Tears started plopping down her cheeks and there was no mistaking that these were big fat sad ones. Embarrassed, Lara started to wipe them away on her sleeve before she realized it was full of
mud. She felt a wad of material being pushed up against her nose – another tea towel.

‘Here,’ said Gene. ‘Have this before you flood the place.’

Lara blurted out a bubble of laughter. ‘Thank you,’ she said meekly.

Gene pinned the bandage and stood up.

‘You should have a cup of tea or something. For the shock,’ he said.
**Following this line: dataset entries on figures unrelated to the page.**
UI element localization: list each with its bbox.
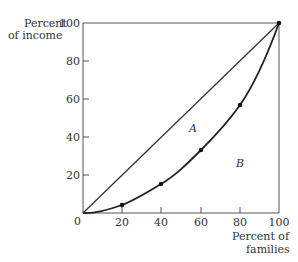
- y-tick-20: 20: [56, 169, 80, 182]
- y-axis-label-line2: of income: [8, 30, 63, 42]
- x-axis-label-line2: families: [246, 244, 290, 256]
- y-tick-marks: [83, 61, 89, 175]
- x-tick-20: 20: [107, 216, 137, 229]
- y-tick-40: 40: [56, 131, 80, 144]
- y-tick-80: 80: [56, 55, 80, 68]
- x-tick-60: 60: [186, 216, 216, 229]
- x-tick-40: 40: [146, 216, 176, 229]
- y-tick-60: 60: [56, 93, 80, 106]
- x-tick-80: 80: [225, 216, 255, 229]
- data-points: [120, 21, 282, 208]
- x-tick-100: 100: [264, 216, 294, 229]
- x-axis-label-line1: Percent of: [232, 231, 289, 243]
- origin-label: 0: [74, 216, 81, 228]
- line-of-equality: [83, 23, 279, 213]
- area-b-label: B: [236, 157, 244, 170]
- x-tick-marks: [122, 207, 240, 213]
- area-a-label: A: [189, 122, 197, 135]
- y-tick-100: 100: [56, 17, 80, 30]
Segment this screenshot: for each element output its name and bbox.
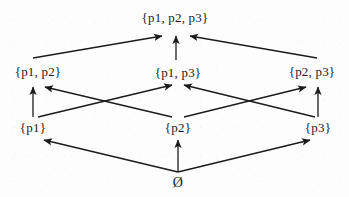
node-label-p2: {p2}	[165, 120, 191, 136]
edge-p2-to-p2p3	[184, 87, 306, 117]
node-label-p3: {p3}	[305, 120, 331, 136]
node-label-p1-p2: {p1, p2}	[15, 64, 62, 80]
edge-p1p2-to-top	[33, 36, 162, 58]
edge-empty-to-p3	[178, 140, 310, 172]
node-label-full-set: {p1, p2, p3}	[142, 10, 209, 26]
node-label-p1: {p1}	[20, 120, 46, 136]
node-label-p1-p3: {p1, p3}	[155, 65, 202, 81]
edge-p2-to-p1p2	[45, 87, 172, 117]
edge-empty-to-p1	[44, 140, 178, 172]
edge-p2p3-to-top	[190, 36, 317, 58]
node-label-p2-p3: {p2, p3}	[289, 64, 336, 80]
node-label-empty-set: Ø	[173, 175, 183, 191]
diagram-canvas: {p1, p2, p3} {p1, p2} {p1, p3} {p2, p3} …	[0, 0, 349, 197]
hasse-diagram-graphic	[0, 0, 349, 197]
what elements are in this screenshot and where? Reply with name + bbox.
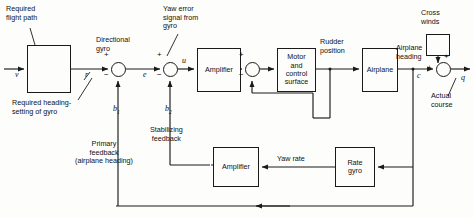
summing-junction-yaw-error[interactable] <box>163 62 178 77</box>
sign-stabilizing-plus: + <box>239 50 244 59</box>
sign-yaw-error-minus: − <box>157 70 162 79</box>
sign-stabilizing-minus: − <box>239 70 244 79</box>
sign-cross-winds-plus-top: + <box>444 52 449 61</box>
block-amplifier-forward[interactable]: Amplifier <box>197 48 241 92</box>
annotation-yaw-rate: Yaw rate <box>277 155 305 164</box>
block-airplane-label: Airplane <box>367 66 393 74</box>
block-diagram: Amplifier Motor and control surface Airp… <box>0 0 473 218</box>
block-amplifier-forward-label: Amplifier <box>205 66 233 74</box>
annotation-primary-feedback: Primary feedback (airplane heading) <box>75 140 133 166</box>
signal-label-c: c <box>417 71 421 80</box>
block-airplane[interactable]: Airplane <box>362 48 398 92</box>
annotation-airplane-heading: Airplane heading <box>396 44 422 61</box>
annotation-actual-course: Actual course <box>431 92 453 109</box>
block-motor-control-surface-label: Motor and control surface <box>285 53 309 87</box>
annotation-rudder-position: Rudder position <box>320 38 345 55</box>
block-rate-gyro[interactable]: Rate gyro <box>335 147 375 187</box>
node-dot-rudder <box>329 68 332 71</box>
annotation-cross-winds: Cross winds <box>421 9 440 26</box>
annotation-required-flight-path: Required flight path <box>6 5 37 22</box>
sign-yaw-error-plus: + <box>157 50 162 59</box>
leader-yaw-error <box>167 34 178 56</box>
block-gyro-setting[interactable] <box>27 45 71 93</box>
sign-cross-winds-plus-left: + <box>427 63 432 72</box>
annotation-directional-gyro: Directional gyro <box>96 36 130 53</box>
annotation-yaw-error-signal: Yaw error signal from gyro <box>163 5 198 31</box>
summing-junction-heading[interactable] <box>111 62 126 77</box>
block-rate-gyro-label: Rate gyro <box>347 159 362 176</box>
block-motor-control-surface[interactable]: Motor and control surface <box>277 48 316 92</box>
node-dot-c <box>412 68 415 71</box>
summing-junction-stabilizing[interactable] <box>245 62 260 77</box>
signal-label-v: v <box>15 70 19 79</box>
signal-label-b2: b2 <box>165 104 172 115</box>
signal-label-b1-sub: 1 <box>117 109 120 115</box>
block-amplifier-feedback-label: Amplifier <box>222 163 250 171</box>
signal-label-u: u <box>182 56 186 65</box>
signal-label-b1: b1 <box>113 104 120 115</box>
leader-required-heading <box>78 78 92 100</box>
signal-label-q: q <box>461 73 465 82</box>
signal-label-r: r <box>85 70 88 79</box>
annotation-stabilizing-feedback: Stabilizing feedback <box>150 126 183 143</box>
annotation-required-heading-setting: Required heading- setting of gyro <box>12 99 71 116</box>
signal-label-b2-sub: 2 <box>169 109 172 115</box>
signal-label-e: e <box>143 70 147 79</box>
block-amplifier-feedback[interactable]: Amplifier <box>213 147 259 187</box>
sign-heading-minus: − <box>104 70 109 79</box>
summing-junction-cross-winds[interactable] <box>436 62 451 77</box>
‘I wouldn’t mind one if you’re asking.’

He turned away from her and put the kettle on. His head almost reached the ceiling beams over by the window, but Lara noticed that the beams were lower there than in the rest of the room. The
cottage walls were all out of square. La Mer was probably hundreds of years old.

She studied the back of him and compared him to James but found there was not much similiarity. Gene Hathersage’s shoulders were twice the width, his waist was thicker and his bum a fine
chunk. Once again she thought of the last time she had seen James’s bum, white, skinny and stuck up in the air. Lara’s cheeks were rivers of water. The tea towel was drenched.

‘Don’t know how you take it, so here, help yourself.’ Gene thumped a milk carton and a bag of sugar down on the table before placing a steaming-hot mug of tea in front of her.
‘So, why were you looking for me?’

‘Someone was on our roof in the middle of the night, bolting a big metal aerial thing to it. It scared us to death. We can’t watch the TV any more. And the phone isn’t working
either.’

‘Uncle Milton.’ Gene shook his head. ‘I’ll sort it. Sorry about that. It’s my great-uncle. On my mother’s side. The Birds are all flaming loop the loop.
He’s over ninety and shouldn’t be climbing ladders, especially in his stupid slippery pumps. He’s a Bird by surname, I mean, not by species.’

‘I gathered that’s what you meant. What is it? Why did he do it? And why did he do it at two o’clock in the morning?’ Lara poured a little milk into her cup.

‘He . . . er m . . . probably thought he was improving the television reception. He invents things,’ Gene explained.